Snoring is one of those things most people laugh off or ignore. It’s usually someone else who notices it first, and even then, it rarely feels serious enough to worry about. But beneath that familiar nighttime noise, there can be signals your body is trying to send, signals that often go unnoticed for years.
That’s largely because you’re asleep when it happens.
Research has consistently shown that frequent snoring isn’t just a minor inconvenience. It can be linked to higher risks of conditions like stroke, and in many cases, it overlaps with undiagnosed sleep apnea. The problem is not just the snoring itself, but the lack of awareness around it. If you don’t know when or how often it’s happening, there’s very little you can do about it.
This is where Ultrahuman’s Respiratory Health PowerPlug for the Ring AIR starts to make sense. Instead of treating snoring as background noise, it treats it as a measurable signal.
Making the invisible visible
The idea behind the feature is straightforward: give users a clearer picture of what’s happening to their breathing while they sleep.
Using your smartphone’s audio, the PowerPlug detects snoring, coughing, and irregular breathing patterns through the night. It logs exactly when these events happen, how long they last, and how intense they are. You can even go back and listen to specific moments if you want context around what was detected.
Importantly, all of this processing happens on your device. Nothing is recorded or uploaded externally, which keeps the experience private while still being detailed.
By morning, instead of a vague sense of how well you slept, you get a breakdown of what actually happened.
Connecting the dots with your body
What makes this more useful than a simple snore tracker is how it ties into the broader data from the Ring AIR.

Each breathing disturbance is mapped alongside metrics like heart rate, heart rate variability, movement, and sleep interruptions. This basically gives you a clearer picture of cause and effect. For instance, you can see if a spike in heart rate lines up with a snoring episode, or whether certain disturbances are actually fragmenting your sleep.
Over time, this kind of correlation helps separate random noise from patterns that might be worth paying attention to.
Also Read: How Ultrahuman Is Changing Preventive Healthcare Through Smart Wearables
From awareness to small changes
The goal here isn’t diagnosis. It’s awareness.
Once you start seeing patterns, it becomes easier to experiment with small, practical changes. Maybe your snoring is worse after alcohol, or during periods of congestion. Maybe changing your sleeping position reduces disruptions. These are things that are hard to identify without consistent data.
There’s also value in having something concrete to share with a doctor if you ever decide to take that step. Instead of relying on guesswork, you have a record of what your nights actually look like.
A quiet shift in how we look at sleep
Features like this point to a broader shift in how wearables are evolving. It’s no longer just about counting steps or tracking sleep duration. It’s about understanding the quality of that sleep and the subtle factors that influence it.
Snoring, in that sense, stops being something to joke about and starts becoming a useful piece of information.
The Respiratory Health PowerPlug is available within the Ultrahuman app as a subscription, priced at $3.99 per month or $39.99 per year. For users already invested in the Ring AIR ecosystem, it adds another layer of insight, one that focuses on something most people have been overlooking for far too long.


The problem = Return each entry word for word. Leave the images out.
(Beginning of Material provided)
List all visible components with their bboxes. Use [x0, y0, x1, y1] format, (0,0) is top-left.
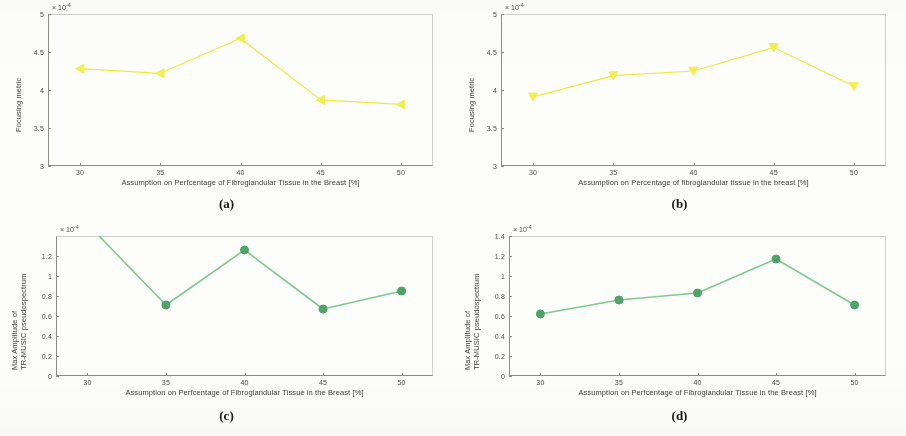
y-axis-label-c-line1: Max Amplitude of	[10, 311, 19, 370]
data-point-marker	[162, 301, 170, 309]
y-tick-label: 1.4	[495, 233, 505, 240]
caption-a: (a)	[0, 196, 453, 212]
x-tick-mark	[854, 163, 855, 166]
x-tick-mark	[619, 373, 620, 376]
plot-area-b: 33.544.553035404550 × 10-4	[501, 14, 886, 166]
x-tick-mark	[776, 373, 777, 376]
y-axis-label-c: Max Amplitude of TR-MUSIC pseudospectrum	[10, 274, 28, 371]
data-point-marker	[236, 34, 244, 43]
y-tick-mark	[509, 236, 512, 237]
x-tick-mark	[540, 373, 541, 376]
y-tick-mark	[48, 14, 51, 15]
y-tick-label: 0.4	[42, 333, 52, 340]
y-exponent-a: × 10-4	[52, 2, 71, 11]
data-point-marker	[319, 305, 327, 313]
x-axis-label-d: Assumption on Perfcentage of Fibroglandu…	[509, 388, 886, 397]
x-tick-mark	[855, 373, 856, 376]
y-tick-label: 4	[40, 87, 44, 94]
data-point-marker	[615, 296, 623, 304]
y-tick-label: 1	[48, 273, 52, 280]
x-tick-mark	[160, 163, 161, 166]
x-tick-label: 30	[536, 379, 544, 386]
x-tick-label: 40	[689, 169, 697, 176]
y-tick-mark	[56, 256, 59, 257]
series-a	[48, 14, 433, 166]
x-tick-mark	[694, 163, 695, 166]
y-tick-label: 1	[501, 273, 505, 280]
y-tick-mark	[501, 52, 504, 53]
y-exponent-b: × 10-4	[505, 2, 524, 11]
y-axis-label-b: Focusing metric	[467, 78, 476, 132]
y-exponent-d: × 10-4	[513, 224, 532, 233]
y-tick-mark	[48, 52, 51, 53]
x-tick-mark	[774, 163, 775, 166]
data-line	[87, 224, 401, 309]
data-point-marker	[694, 289, 702, 297]
x-tick-label: 45	[770, 169, 778, 176]
x-tick-label: 50	[850, 169, 858, 176]
panel-d: 00.20.40.60.811.21.43035404550 × 10-4 As…	[453, 218, 906, 436]
y-axis-label-a: Focusing metric	[14, 78, 23, 132]
caption-b: (b)	[453, 196, 906, 212]
x-tick-mark	[613, 163, 614, 166]
x-tick-label: 45	[772, 379, 780, 386]
y-tick-mark	[48, 166, 51, 167]
x-tick-label: 35	[156, 169, 164, 176]
y-tick-label: 0	[48, 373, 52, 380]
x-tick-label: 30	[83, 379, 91, 386]
x-tick-label: 30	[529, 169, 537, 176]
y-tick-label: 0.6	[495, 313, 505, 320]
y-tick-label: 4	[493, 87, 497, 94]
x-tick-label: 45	[317, 169, 325, 176]
x-axis-label-c: Assumption on Perfcentage of Fibroglandu…	[56, 388, 433, 397]
y-tick-mark	[48, 90, 51, 91]
y-tick-label: 0.4	[495, 333, 505, 340]
data-line	[80, 38, 401, 104]
x-tick-mark	[80, 163, 81, 166]
series-c	[56, 236, 433, 376]
x-tick-label: 35	[162, 379, 170, 386]
caption-c: (c)	[0, 408, 453, 424]
panel-b: 33.544.553035404550 × 10-4 Assumption on…	[453, 0, 906, 218]
y-tick-mark	[56, 356, 59, 357]
y-tick-label: 0	[501, 373, 505, 380]
y-tick-mark	[509, 276, 512, 277]
data-line	[540, 259, 854, 314]
x-tick-label: 40	[236, 169, 244, 176]
y-axis-label-d-line2: TR-MUSIC pseudospectrum	[472, 274, 481, 371]
data-point-marker	[536, 310, 544, 318]
y-tick-mark	[501, 14, 504, 15]
y-axis-label-d: Max Amplitude of TR-MUSIC pseudospectrum	[463, 274, 481, 371]
y-tick-label: 5	[493, 11, 497, 18]
caption-d: (d)	[453, 408, 906, 424]
y-tick-label: 4.5	[487, 49, 497, 56]
data-point-marker	[156, 69, 164, 78]
x-tick-label: 50	[397, 379, 405, 386]
panel-c: 00.20.40.60.811.23035404550 × 10-4 Assum…	[0, 218, 453, 436]
y-axis-label-c-line2: TR-MUSIC pseudospectrum	[19, 274, 28, 371]
y-tick-label: 0.8	[42, 293, 52, 300]
x-tick-mark	[321, 163, 322, 166]
y-tick-mark	[509, 316, 512, 317]
x-tick-mark	[698, 373, 699, 376]
panel-a: 33.544.553035404550 × 10-4 Assumption on…	[0, 0, 453, 218]
y-tick-label: 0.2	[495, 353, 505, 360]
y-tick-mark	[56, 336, 59, 337]
x-tick-label: 50	[397, 169, 405, 176]
y-tick-mark	[48, 128, 51, 129]
x-tick-mark	[245, 373, 246, 376]
x-tick-label: 35	[609, 169, 617, 176]
y-tick-label: 3	[493, 163, 497, 170]
y-tick-mark	[509, 296, 512, 297]
y-tick-mark	[501, 166, 504, 167]
y-tick-mark	[509, 256, 512, 257]
data-point-marker	[772, 255, 780, 263]
y-tick-label: 1.2	[495, 253, 505, 260]
data-point-marker	[398, 287, 406, 295]
plot-area-a: 33.544.553035404550 × 10-4	[48, 14, 433, 166]
y-tick-mark	[509, 336, 512, 337]
y-tick-mark	[509, 376, 512, 377]
y-tick-label: 1.2	[42, 253, 52, 260]
x-tick-label: 35	[615, 379, 623, 386]
y-tick-label: 3	[40, 163, 44, 170]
(End of Material provided)
Answer section =
List all visible components with their bboxes. Use [x0, y0, x1, y1] format, (0,0) is top-left.
y-axis-label-c-line1: Max Amplitude of	[10, 311, 19, 370]
data-point-marker	[162, 301, 170, 309]
y-tick-label: 1.4	[495, 233, 505, 240]
caption-a: (a)	[0, 196, 453, 212]
x-tick-mark	[854, 163, 855, 166]
x-tick-mark	[619, 373, 620, 376]
plot-area-b: 33.544.553035404550 × 10-4	[501, 14, 886, 166]
x-tick-mark	[776, 373, 777, 376]
y-axis-label-c: Max Amplitude of TR-MUSIC pseudospectrum	[10, 274, 28, 371]
data-point-marker	[236, 34, 244, 43]
y-tick-mark	[509, 236, 512, 237]
x-tick-mark	[540, 373, 541, 376]
y-tick-mark	[48, 14, 51, 15]
y-tick-label: 0.4	[42, 333, 52, 340]
y-exponent-a: × 10-4	[52, 2, 71, 11]
data-point-marker	[319, 305, 327, 313]
x-axis-label-d: Assumption on Perfcentage of Fibroglandu…	[509, 388, 886, 397]
x-tick-mark	[855, 373, 856, 376]
y-tick-label: 4	[40, 87, 44, 94]
data-point-marker	[615, 296, 623, 304]
y-tick-label: 1	[48, 273, 52, 280]
x-tick-mark	[160, 163, 161, 166]
x-tick-label: 30	[536, 379, 544, 386]
x-tick-label: 40	[689, 169, 697, 176]
y-tick-mark	[56, 256, 59, 257]
series-a	[48, 14, 433, 166]
x-tick-mark	[694, 163, 695, 166]
y-tick-label: 1	[501, 273, 505, 280]
y-tick-mark	[501, 52, 504, 53]
y-exponent-b: × 10-4	[505, 2, 524, 11]
y-axis-label-b: Focusing metric	[467, 78, 476, 132]
y-exponent-d: × 10-4	[513, 224, 532, 233]
y-tick-mark	[48, 52, 51, 53]
x-tick-mark	[774, 163, 775, 166]
data-line	[87, 224, 401, 309]
data-point-marker	[694, 289, 702, 297]
x-tick-label: 45	[770, 169, 778, 176]
x-tick-label: 50	[850, 169, 858, 176]
panel-d: 00.20.40.60.811.21.43035404550 × 10-4 As…	[453, 218, 906, 436]
y-axis-label-a: Focusing metric	[14, 78, 23, 132]
caption-b: (b)	[453, 196, 906, 212]
x-tick-mark	[613, 163, 614, 166]
x-tick-label: 45	[772, 379, 780, 386]
y-tick-mark	[48, 166, 51, 167]
x-tick-label: 35	[156, 169, 164, 176]
y-tick-label: 0	[48, 373, 52, 380]
x-tick-label: 30	[83, 379, 91, 386]
x-tick-label: 30	[529, 169, 537, 176]
y-tick-label: 0.6	[495, 313, 505, 320]
y-tick-label: 4	[493, 87, 497, 94]
x-tick-label: 45	[317, 169, 325, 176]
x-axis-label-c: Assumption on Perfcentage of Fibroglandu…	[56, 388, 433, 397]
y-tick-mark	[48, 90, 51, 91]
y-tick-label: 0.4	[495, 333, 505, 340]
data-line	[80, 38, 401, 104]
x-tick-mark	[80, 163, 81, 166]
series-c	[56, 236, 433, 376]
x-tick-label: 35	[162, 379, 170, 386]
caption-c: (c)	[0, 408, 453, 424]
panel-b: 33.544.553035404550 × 10-4 Assumption on…	[453, 0, 906, 218]
y-tick-mark	[56, 356, 59, 357]
y-tick-label: 0	[501, 373, 505, 380]
y-tick-mark	[509, 276, 512, 277]
data-line	[540, 259, 854, 314]
x-tick-label: 40	[236, 169, 244, 176]
y-axis-label-d-line2: TR-MUSIC pseudospectrum	[472, 274, 481, 371]
data-point-marker	[536, 310, 544, 318]
y-tick-mark	[501, 14, 504, 15]
y-axis-label-d: Max Amplitude of TR-MUSIC pseudospectrum	[463, 274, 481, 371]
y-tick-label: 5	[493, 11, 497, 18]
caption-d: (d)	[453, 408, 906, 424]
y-tick-label: 4.5	[487, 49, 497, 56]
data-point-marker	[156, 69, 164, 78]
x-tick-label: 50	[397, 379, 405, 386]
panel-c: 00.20.40.60.811.23035404550 × 10-4 Assum…	[0, 218, 453, 436]
y-axis-label-c-line2: TR-MUSIC pseudospectrum	[19, 274, 28, 371]
y-tick-label: 0.8	[42, 293, 52, 300]
x-tick-mark	[321, 163, 322, 166]
y-tick-mark	[509, 316, 512, 317]
x-tick-mark	[698, 373, 699, 376]
panel-a: 33.544.553035404550 × 10-4 Assumption on…	[0, 0, 453, 218]
y-tick-label: 0.2	[495, 353, 505, 360]
y-tick-mark	[56, 336, 59, 337]
x-tick-label: 50	[397, 169, 405, 176]
y-tick-mark	[48, 128, 51, 129]
x-tick-mark	[245, 373, 246, 376]
x-tick-label: 35	[609, 169, 617, 176]
y-tick-label: 3	[493, 163, 497, 170]
y-tick-mark	[509, 296, 512, 297]
y-tick-mark	[501, 166, 504, 167]
y-tick-mark	[509, 256, 512, 257]
data-point-marker	[772, 255, 780, 263]
y-tick-label: 1.2	[495, 253, 505, 260]
data-point-marker	[398, 287, 406, 295]
plot-area-a: 33.544.553035404550 × 10-4	[48, 14, 433, 166]
y-tick-mark	[509, 336, 512, 337]
y-tick-mark	[509, 376, 512, 377]
y-tick-label: 1.2	[42, 253, 52, 260]
x-tick-label: 35	[615, 379, 623, 386]
y-tick-label: 3	[40, 163, 44, 170]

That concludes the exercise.